Program Notes for BonesBones, arranged by Aaron Otheim for members of the Racer Sessions
Featuring Abbey Blackwell (double bass), Natalie Hall (cello), Andrew Swanson (alto sax), Neil Welch (tenor sax), Cameron Sharif (piano), and Aaron Otheim (keyboard)
——
For the last couple of years, I have had the privilege of participating in the musical community surrounding Seattle’s Racer Sessions. Since launching in January 2010, the Racer Sessions, meeting weekly at their namesake Cafe Racer, have strived to nurture an environment in which musicians of all backgrounds and persuasions may gather and freely improvise music together.
It has been exciting to witness, over the course of more than a hundred evenings, the evolution of individual playing styles and collective sensibilities.

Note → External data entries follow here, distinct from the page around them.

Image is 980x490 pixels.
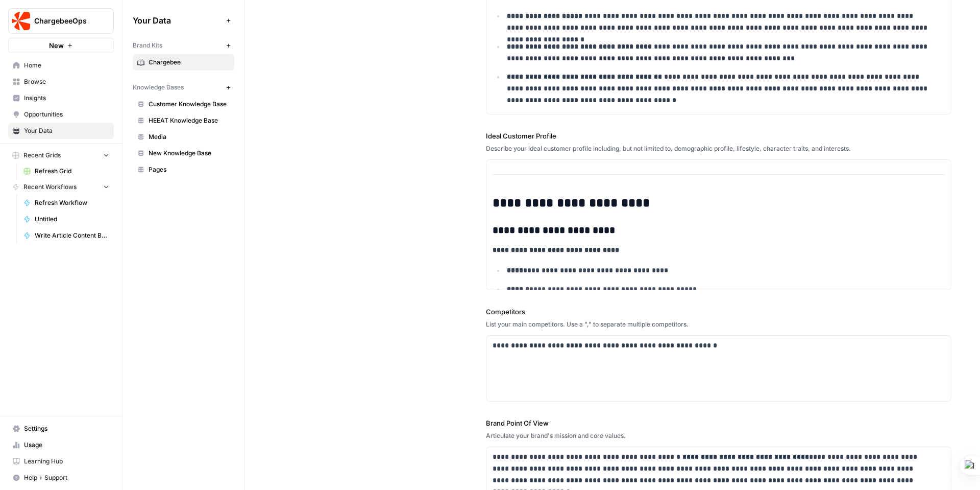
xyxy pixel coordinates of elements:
[8,57,114,74] a: Home
[486,320,951,329] div: List your main competitors. Use a "," to separate multiple competitors.
[8,147,114,163] button: Recent Grids
[133,83,184,92] span: Knowledge Bases
[35,198,110,207] span: Refresh Workflow
[34,16,96,26] span: ChargebeeOps
[133,96,235,112] a: Customer Knowledge Base
[148,116,230,125] span: HEEAT Knowledge Base
[8,470,114,485] button: Help + Support
[133,129,235,145] a: Media
[486,144,951,153] div: Describe your ideal customer profile including, but not limited to, demographic profile, lifestyl...
[148,58,230,67] span: Chargebee
[133,41,162,50] span: Brand Kits
[24,440,110,449] span: Usage
[8,90,114,106] a: Insights
[148,133,230,142] span: Media
[486,131,951,141] label: Ideal Customer Profile
[8,74,114,90] a: Browse
[133,161,235,178] a: Pages
[19,211,114,228] a: Untitled
[486,307,951,317] label: Competitors
[8,437,114,453] a: Usage
[8,106,114,122] a: Opportunities
[19,163,114,180] a: Refresh Grid
[24,61,110,70] span: Home
[24,457,110,466] span: Learning Hub
[24,182,76,192] span: Recent Workflows
[24,110,110,119] span: Opportunities
[24,77,110,87] span: Browse
[486,431,951,440] div: Articulate your brand's mission and core values.
[35,167,110,176] span: Refresh Grid
[133,112,235,129] a: HEEAT Knowledge Base
[8,38,114,53] button: New
[24,424,110,433] span: Settings
[24,472,110,482] span: Help + Support
[19,228,114,243] a: Write Article Content Brief
[8,8,114,34] button: Workspace: ChargebeeOps
[24,126,110,135] span: Your Data
[8,453,114,470] a: Learning Hub
[133,54,235,71] a: Chargebee
[133,145,235,161] a: New Knowledge Base
[486,418,951,428] label: Brand Point Of View
[49,41,63,51] span: New
[148,165,230,174] span: Pages
[8,180,114,194] button: Recent Workflows
[8,122,114,139] a: Your Data
[148,148,230,158] span: New Knowledge Base
[133,15,222,27] span: Your Data
[24,93,110,102] span: Insights
[35,215,110,224] span: Untitled
[8,420,114,437] a: Settings
[24,151,61,160] span: Recent Grids
[35,231,110,240] span: Write Article Content Brief
[148,99,230,109] span: Customer Knowledge Base
[19,194,114,211] a: Refresh Workflow
[12,12,30,30] img: ChargebeeOps Logo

Even within the scope of a single improvised piece, a miniature evolution takes place as players continually adapt to meet the needs of the music. This sometimes calls for sacrifice—subverting one’s own voice in order to support the collective voice—and other times it calls for anarchy—refusing the governance of any other musicality except one’s own. A dance around these two poles takes place in every improvisation; each step dictates the birth, life, death, and rebirth of musical sound.
Out of this evolutionary process has emerged a lexicon and a style characteristic of this community, codified to the extant that the resultant music might often be mistaken as the works of a single composer! And yet the “composer” here is collective musical intuition, powered by the growing knowledge each person has of the way that others act and react with sound. This knowledge opens up countless possibilities when writing for improvisers, allowing one to incorporate the sounds and behaviors of distinct musical personalities into one’s compositional palette.
Tonight’s presentation is a tissue sample of sorts charting two years of musical growth that have been cultivated at the Racer Sessions. I am honored to share the stage with five musicians from the Racer Sessions whose “sound identities”—to borrow Duke Ellington’s apt label—have inspired tonight’s piece, Bones. It is a series of structured improvisations tailored to frame the way in which each person represents themselves sonically. The music you will hear is just as much theirs as it is mine.